Science is a serious enterprise, but also a very human one with all the drama of human ingenuity mixed with human quirks and foibles that makes fascinating reading. However, these “back stories” are rarely known to the public due to the very nature (some would say, exclusiveness) of the scientific enterprise. Here’s one published recollection – an interview with the distinguished MIT mathematician, Bertram Kostant who was a visiting member of the Institute for Advanced Study in Princeton between 1953 and 1955, the years when intellectual giants like Albert Einstein, John von Neumann, J. Robert Oppenheimer, Hermann Weyl were there. The following account consist of excerpts from that interview, reproduced with some minor edits (in italics).
Recollections of Bertram Kostant
from Recountings: Conversations with MIT Mathematicians (2009), edited by Joel Segal.

“I received my doctorate in ’54, but I was admitted as a visiting member of the Institute for Advanced Study (IAS) in ’53. I was there until ’55. Some of the world’s foremost scientists were at the IAS at that time: Einstein, John von Neumann, J. Robert Oppenheimer, Hermann Weyl. I remember them all. I was very fortunate to be at the right place at the right time, … to have the opportunity to meet not only Einstein but von Neumann and Hermann Weyl, since all three were dead within a few years.
I met Einstein on Good Friday in 1955, about a week or so before he died. He was pacing around Fuld Hall looking for Jack, the driver of the Institute. But Jack was off that day, apparently because of the Good Friday holiday. Einstein often walked home with (Kurt) Godel, but I think Godel was not around. I was the only one sitting in the Full Hall common room, and I said, “I’ll be happy to drive you. It will be an honor.”
“Ohhh,” [Waving off the compliment.] So, I drove him to 112 Mercer Street. I was very nervous. God forbid I should have an accident! Einstein was a hero. Even my sister, who didn’t care about science one bit, regarded Einstein as a near deity. Once, when I invited my sister to the IAS, I took them into Einstein’s office. Office doors were generally unlocked when I was there. My older sister, who was nine years older than I, went out of her mind. “Einstein! This is Einstein’s office!” she was running around in a delirious state looking for souvenirs. The younger of my sisters was very proper and was screaming at my older sister for behaving this way. We were both running after her, taking things she wanted out of her hand. It was like a scene from Charlie Chaplin.
Einstein was extremely friendly. He didn’t want to get out of the car. We had a very pleasant talk. At one point, he asked me what I was working on. I said Lie groups. He said, “Oh that will be very important.” I was so pleased with that comment and rather surprised that he knew who Lie was. And we talked about Oppenheimer. I sensed he didn’t like Oppenheimer. Besides personality conflict, it was known that Oppenheimer didn’t take Einstein seriously any more because of Einstein’s opposition to the strange properties of quantum mechanics.
I was fortunate to get to know John von Neumann (the legendary scientific polymath).as well. I went into his office one day and I told him a theorem I had proved, now known as the linear Konstant convexity theorem … he was quickly able to see a proof though it was quite new to him. I was pleasantly surprised that he gave me, I think, an hour of his time … I was also pleased that he turned out to be warm and friendly.
I thought all mathematicians were a bit weird and would stay up to all hours of the night and work. I was kind of shocked when I went to the Institute to find out that they lived 9-to-5 lives. One night I was the only one at 3 o’clock in the morning in the library in Fuld Hall, and it was very dark. I couldn’t even see my way; I remember walking down the hall and coming near von Neumann’s office, there’s this guy with a gun, right in front of von Neumann’s office. I almost got a heart attack! It was an FBI agent. He was guarding von Neumann’s office because von Neumann had all these secrets in his office.” Fun fact: von Neumann was a key figure in the development of the atomic bomb, and a member of the Atomic Energy Commission.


▸ TASK:
Only the text belongs in the copy. Transcribe the data exactly and drop any pictures.

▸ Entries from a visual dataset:
##############################
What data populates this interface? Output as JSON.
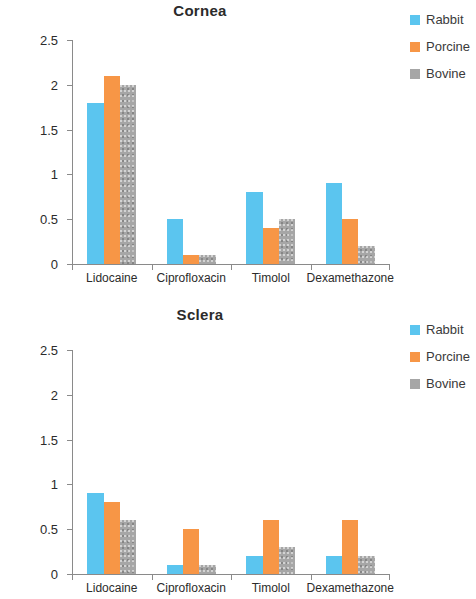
{
  "colors": {
    "rabbit": "#5bc5ef",
    "porcine": "#f79646",
    "bovine": "#a6a6a6",
    "axis": "#8a8a8a",
    "text": "#2b2b2b"
  },
  "legend": {
    "items": [
      {
        "label": "Rabbit",
        "color": "#5bc5ef"
      },
      {
        "label": "Porcine",
        "color": "#f79646"
      },
      {
        "label": "Bovine",
        "color": "#a6a6a6"
      }
    ]
  },
  "axis": {
    "ylabel_prefix": "D",
    "ylabel_sub": "eff",
    "ylabel_mid": ", cm",
    "ylabel_sup": "2",
    "ylabel_suffix": "/s",
    "yticklabels": [
      "0",
      "0.5",
      "1",
      "1.5",
      "2",
      "2.5"
    ]
  },
  "chart_data": [
    {
      "type": "bar",
      "title": "Cornea",
      "xlabel": "",
      "ylabel": "Deff, cm2/s",
      "ylim": [
        0,
        2.5
      ],
      "yticks": [
        0,
        0.5,
        1,
        1.5,
        2,
        2.5
      ],
      "grid": false,
      "legend_position": "right",
      "categories": [
        "Lidocaine",
        "Ciprofloxacin",
        "Timolol",
        "Dexamethazone"
      ],
      "series": [
        {
          "name": "Rabbit",
          "color": "#5bc5ef",
          "values": [
            1.8,
            0.5,
            0.8,
            0.9
          ]
        },
        {
          "name": "Porcine",
          "color": "#f79646",
          "values": [
            2.1,
            0.1,
            0.4,
            0.5
          ]
        },
        {
          "name": "Bovine",
          "color": "#a6a6a6",
          "values": [
            2.0,
            0.1,
            0.5,
            0.2
          ]
        }
      ]
    },
    {
      "type": "bar",
      "title": "Sclera",
      "xlabel": "",
      "ylabel": "Deff, cm2/s",
      "ylim": [
        0,
        2.5
      ],
      "yticks": [
        0,
        0.5,
        1,
        1.5,
        2,
        2.5
      ],
      "grid": false,
      "legend_position": "right",
      "categories": [
        "Lidocaine",
        "Ciprofloxacin",
        "Timolol",
        "Dexamethazone"
      ],
      "series": [
        {
          "name": "Rabbit",
          "color": "#5bc5ef",
          "values": [
            0.9,
            0.1,
            0.2,
            0.2
          ]
        },
        {
          "name": "Porcine",
          "color": "#f79646",
          "values": [
            0.8,
            0.5,
            0.6,
            0.6
          ]
        },
        {
          "name": "Bovine",
          "color": "#a6a6a6",
          "values": [
            0.6,
            0.1,
            0.3,
            0.2
          ]
        }
      ]
    }
  ]
}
##############################
▸ SOLVED EXERCISE:
What data populates this interface? Output as JSON.
{
  "colors": {
    "rabbit": "#5bc5ef",
    "porcine": "#f79646",
    "bovine": "#a6a6a6",
    "axis": "#8a8a8a",
    "text": "#2b2b2b"
  },
  "legend": {
    "items": [
      {
        "label": "Rabbit",
        "color": "#5bc5ef"
      },
      {
        "label": "Porcine",
        "color": "#f79646"
      },
      {
        "label": "Bovine",
        "color": "#a6a6a6"
      }
    ]
  },
  "axis": {
    "ylabel_prefix": "D",
    "ylabel_sub": "eff",
    "ylabel_mid": ", cm",
    "ylabel_sup": "2",
    "ylabel_suffix": "/s",
    "yticklabels": [
      "0",
      "0.5",
      "1",
      "1.5",
      "2",
      "2.5"
    ]
  },
  "chart_data": [
    {
      "type": "bar",
      "title": "Cornea",
      "xlabel": "",
      "ylabel": "Deff, cm2/s",
      "ylim": [
        0,
        2.5
      ],
      "yticks": [
        0,
        0.5,
        1,
        1.5,
        2,
        2.5
      ],
      "grid": false,
      "legend_position": "right",
      "categories": [
        "Lidocaine",
        "Ciprofloxacin",
        "Timolol",
        "Dexamethazone"
      ],
      "series": [
        {
          "name": "Rabbit",
          "color": "#5bc5ef",
          "values": [
            1.8,
            0.5,
            0.8,
            0.9
          ]
        },
        {
          "name": "Porcine",
          "color": "#f79646",
          "values": [
            2.1,
            0.1,
            0.4,
            0.5
          ]
        },
        {
          "name": "Bovine",
          "color": "#a6a6a6",
          "values": [
            2.0,
            0.1,
            0.5,
            0.2
          ]
        }
      ]
    },
    {
      "type": "bar",
      "title": "Sclera",
      "xlabel": "",
      "ylabel": "Deff, cm2/s",
      "ylim": [
        0,
        2.5
      ],
      "yticks": [
        0,
        0.5,
        1,
        1.5,
        2,
        2.5
      ],
      "grid": false,
      "legend_position": "right",
      "categories": [
        "Lidocaine",
        "Ciprofloxacin",
        "Timolol",
        "Dexamethazone"
      ],
      "series": [
        {
          "name": "Rabbit",
          "color": "#5bc5ef",
          "values": [
            0.9,
            0.1,
            0.2,
            0.2
          ]
        },
        {
          "name": "Porcine",
          "color": "#f79646",
          "values": [
            0.8,
            0.5,
            0.6,
            0.6
          ]
        },
        {
          "name": "Bovine",
          "color": "#a6a6a6",
          "values": [
            0.6,
            0.1,
            0.3,
            0.2
          ]
        }
      ]
    }
  ]
}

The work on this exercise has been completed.